Friday, 18 January 2019

Self-Adaptive Control

Introduction

The Self-Adaptive Control is one of the major types of adaptive control. It is comparable to feedback compensation because the adaptation of controller parameters is based on the measurement of closed-loop performance and aim to optimize it by using a reference model of the process or by estimation techniques.
In Self-Adaptive Control, the controller parameters are derived for every process conditions and it is not programmed as in the case of Programmed Adaptive Control. The parameter adjustment loop search for the optimum values for the controller parameters on-line.


Types of Self-Adaptive Control
The two mechanisms that come under self-adaptive control are,
1. Model Reference Adaptive Control (MRAC) and 
2. Self Tuning Regulator (STR).

Model Reference Adaptive Control (MRAC)
Model Reference Adaptive Control (MRAC)

When the process parameters are unknown or change in time, in order to achieve and to maintain the desired performance, an adaptive control scheme known as Model Reference Adaptive Control (MRAC) is implemented.

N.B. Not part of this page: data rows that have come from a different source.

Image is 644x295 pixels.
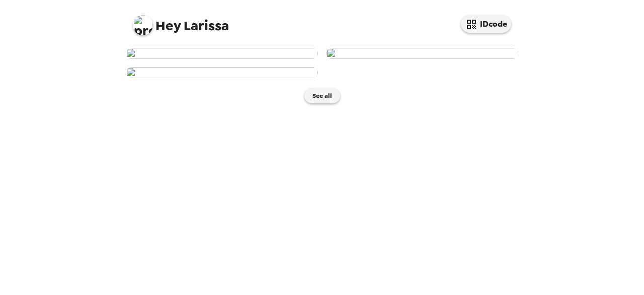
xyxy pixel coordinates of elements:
[125,67,318,78] img: user-229874
[461,15,512,32] button: IDcode
[132,15,153,35] img: profile pic
[155,17,181,35] span: Hey
[326,47,519,59] img: user-229876
[304,88,340,104] button: See all
[125,47,318,59] img: user-229878
[132,10,229,32] span: Larissa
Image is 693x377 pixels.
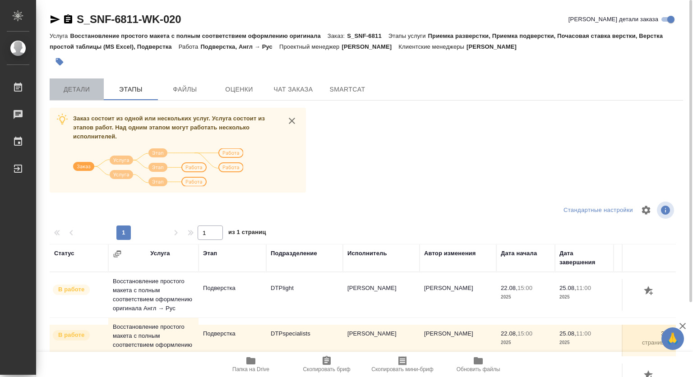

Here, a reference model which is the realization of the process with desired performances. This scheme is based on the observation that the difference between the output of the process and the output of the reference model (called as the process-model error) is a measure of the difference between the real and the desired performance. The Adjustment Mechanism directly adjusts the parameters of the controller in real time in order to force the process-model error to zero. MRAC is also known as Direct Adaptive Control because of the direct adjustment of the controller parameters using the model output.


Self Tuning Regulator (STR)
Self Tuning Regulator (STR)


The basic idea of STR is that a suitable controller can be designed on-line if the process parameters are estimated on-line from the available input-output measurements. The process output and the estimated or predicted output are compared. The adaptation mechanism uses the error between the process output and predicted output (called as prediction error or process-model error) to adjust the controller parameters in such a way to minimize the prediction error under the specified conditions. STR is also known as Indirect Adaptive Control because the adaptation of controller parameters is done by the on-line estimation of process parameters.